The underlying consequences of implementing technologies without fully understanding privacy, bias and possible discrimination remain a constant threat for organizations as they integrate new technologies. When these issues remain present, it impacts every individual’s ability to participate in society fairly. They can include personal reputational damage, financial impacts, litigation, regulatory backlash, privacy concerns and ultimately diminished trust from clients and employees. In the article “Why You Need an AI Ethics Committee” by Reid Blackman, the author states that “an AI ethical risk program must start at the executive level and permeate your company’s ranks—and, ultimately, the technology itself.” Looking at artificial intelligence (AI) and machine learning (ML) implementations, this issue has come to a critical inflection point. It requires organizations to balance operational goals with individual rights and creates a fundamental need to embed ethics into the AI development lifecycle.

Many contributors across the industry have tried to identify what is needed, even providing frameworks to guide deployments, but organizations have failed to universally adopt and implement these practical frameworks. Some organizations cite the cost or capacity of their implementation team as a challenge. For organizations that have not embedded ethics into their AI and ML development lifecycles, a process to identify where or when the risk may exist does not regularly occur. There is a call across the industry to raise awareness and even establish AI ethics committees within organizations.

As the world draws an increased focus on individual rights and awareness around social justice issues, the need to adopt a standardized approach has become evident, regardless of whether the implementation is high or low impact. The adoption of an ethical AI and ML lifecycle to determine if an organization needs to address the risk around privacy, bias and discrimination controls in these AI and ML implementations are increasingly crucial as capabilities continue to evolve. Increasing awareness of potential issues that could be faced along with possible organizational risk within organizations is critical. As these complex system decisions need to be increasingly understood to create trust, we must consider ethical and privacy implications during the development process and validate them after deployment.

Some foundational steps can be taken for organizations by adopting an ethical AI and ML lifecycle to move toward standardizing ethical technology implementations include:

Ethical culture—An AI ethical risk program must start at the top and permeate the organization.

Experience and experts—With any technology used, having people understand how to properly implement the technology ensures the organization understands the associated risk. Experts must understand the use case and impacts of the technology from their cultural perspective.

Validate outcomes—Risk and ethical challenges need to be validated after deployment to ensure there were no changes from the expected outcomes.

Though there is increased awareness, these items remain a foundational problem across many organizations globally, and we still have yet to adopt a unified approach for identifying these systemic issues. We must ensure organizations understand these foundational issues and take appropriate measures to consider the impact of potential bias and discrimination before it is perpetuated at scale. 

Read the article at ISACA: https://www.isaca.org/resources/news-and-trends/isaca-now-blog/2022/ethical-artificial-intelligence-and-machine-learning-by-design-a-new-standard-to-doing-business

Editor’s note: For further insights on this topic, read Josh Scarpino’s recent Journal article, “Evaluating Ethical Challenges in AI and ML,” ISACA Journal, volume 4 2022.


EXERCISE AIM
Reproduce only the lines of the material below that start at the line containing "pyautogui.click(x=<x>, y=<y>)" and stop at the line containing "Locate an element". Keep both end lines.

DATA EXTRACT
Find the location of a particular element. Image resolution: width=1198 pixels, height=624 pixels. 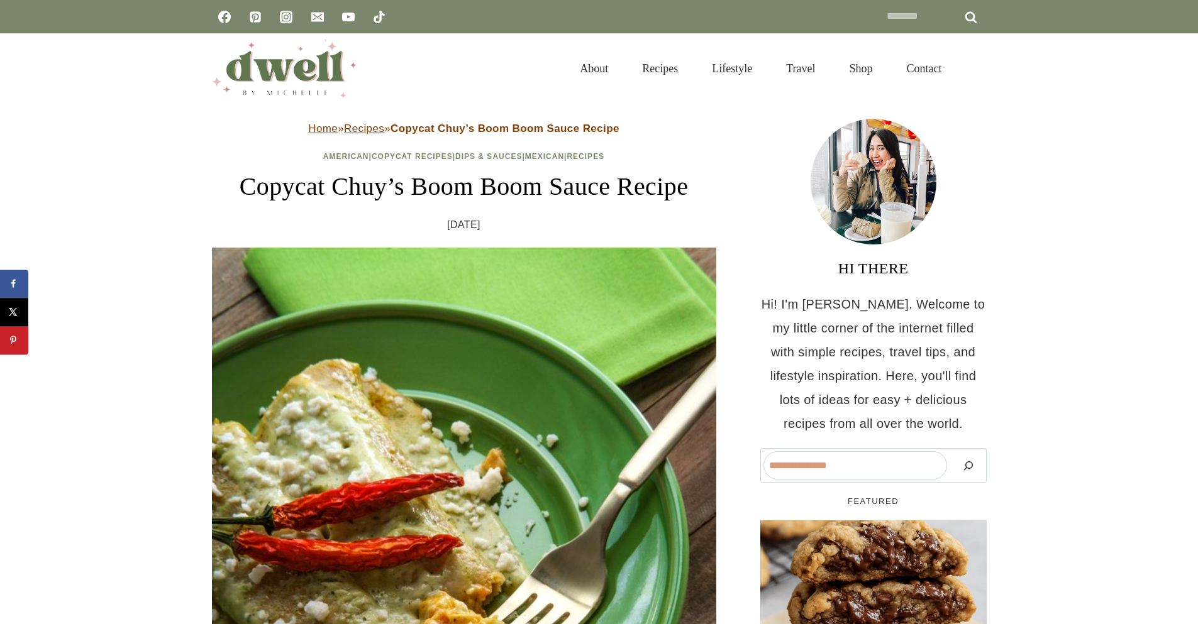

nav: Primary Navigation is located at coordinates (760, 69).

---

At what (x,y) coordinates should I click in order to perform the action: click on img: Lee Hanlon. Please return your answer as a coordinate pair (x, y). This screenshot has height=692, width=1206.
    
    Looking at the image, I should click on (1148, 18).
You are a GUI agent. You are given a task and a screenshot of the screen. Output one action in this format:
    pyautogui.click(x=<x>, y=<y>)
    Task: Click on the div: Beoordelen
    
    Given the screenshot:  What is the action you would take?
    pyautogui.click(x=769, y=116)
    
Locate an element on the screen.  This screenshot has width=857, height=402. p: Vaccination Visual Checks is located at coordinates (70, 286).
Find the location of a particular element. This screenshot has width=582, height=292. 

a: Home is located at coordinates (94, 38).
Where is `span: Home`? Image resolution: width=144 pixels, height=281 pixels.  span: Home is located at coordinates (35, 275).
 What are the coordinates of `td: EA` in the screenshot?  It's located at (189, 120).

FINISHED TASK
    pyautogui.click(x=<x>, y=<y>)
    Task: Click on the div: Beoordelen
    
    Given the screenshot:  What is the action you would take?
    pyautogui.click(x=769, y=116)
    
Locate an element on the screen.  This screenshot has width=857, height=402. p: Vaccination Visual Checks is located at coordinates (70, 286).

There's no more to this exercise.